Possible dissociation in bi-cultural Individuals: When individuals move to a new cultural context, the ideal scenario is blending seamlessly; acculturation is anticipated (see Zhang & Tsai, 2006). Typically, some central norms and rules of new conduct are observed and are made part of the person's new civil sensibility. Depending on the culturally relevant contextual reminders, thinking shifts (Wang, 2008). However, in order to function well, it is not uncommon for bicultural individuals (meaning, people influenced by two main cultures) to respond to any personal or contextual challenges mainly using one cultural template depending on the type of problem. This switching of frames is not perceived as a limitation when experienced but more as a necessity because in the absence of the full cultural knowledge of the newer culture, lessons from the previous culture are used to prolong life. Surprisingly, this works wonders particularly when dealing with problems marked by no single known solution, such as in daily psychosocial adjustments, navigating through group dynamics, maintaining positive emotions in the absence of much control, and so forth.

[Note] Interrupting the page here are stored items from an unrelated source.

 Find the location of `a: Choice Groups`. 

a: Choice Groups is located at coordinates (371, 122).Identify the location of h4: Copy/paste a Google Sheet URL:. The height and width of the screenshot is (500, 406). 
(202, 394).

'Survivor-to-Protector' dissociation: There was a time when I used to naively think victims and survivors of any kind look a particular way, similar to my wrong assumptions about people with mental disorders. I thought I could tell them apart from a distance by their distraught appearance. After visiting a psychological health services lounge and volunteering as a peer-advocate at Sexual Assault Services for a year as an undergraduate, I knew better. More elaborate conversations with people who have seen a difficult life, a common pattern is emergence of a later formed protector-self or what I call a 'warrior self' who takes care of the survived victim. Life events can at times destroy the previous identity beyond repair, so much so that the person may have to either borrow a previous separate and untouched identity (e.g., a phase from childhood) or give birth to a new one based on new life priorities. This kind of dissociation surely doesn't mean the full forgetting of events. However, there is definitely a change in situatedness in narrating the story of your life. In such psychological adjustment, you become the person who knew the survivor and now knows how to behave as a protector of a similar person or when challenged similarly again.

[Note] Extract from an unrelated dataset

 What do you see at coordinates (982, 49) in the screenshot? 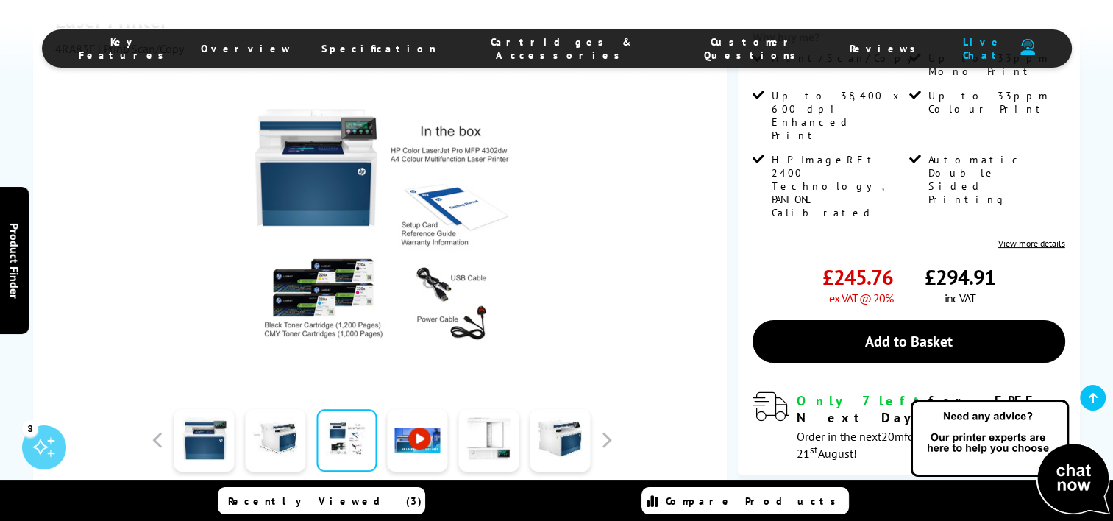
I see `span: Live Chat` at bounding box center [982, 49].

Life-role based dissociation: People may use life lessons and life stage development itself as a form of leaving any damaged identities from the past, similar to shedding off old skin as found in many animals. This may mean dissociation before or after major life events such as marriage, becoming a parent, when changing cultures, or shifting across drastically different professions, etc. Later events, however, can bring back a sudden recollection of experiences that may mimic something you may have forgotten about conveniently to protect yourself.
Some may argue this to be a revised form of recall and not dissociation entirely. However, many people also know from experience how some of these more functional forms of dissociation can generate the psychological space for better emotions when a constant consideration of impossible to change events and explanations is damaging to the mind.
References
Carstensen, L. L., & Mikels, J. A. (2005). At the Intersection of Emotion and Cognition: Aging and the Positivity Effect. Current Directions in Psychological Science, 14(3), 117-121.
McAdams, D. P. (2006). The redemptive self: Stories Americans live by. Oxford University Press.
Pennebaker, J. W., & Seagal, J. D. (1999). Forming a story: the health benefits of narrative. Journal of Clinical Psychology, 55(10), 1243–1254.
Wang, Q. (2008). Being American, being Asian: The bicultural self and autobiographical memory in Asian Americans. Cognition, 107(2), 743-751.
Zhang, Y. L., & Tsai, J. L. (2014). The assessment of acculturation, enculturation, and culture in Asian-American samples. In Guide to psychological assessment with Asians (pp. 75-101). Springer New York.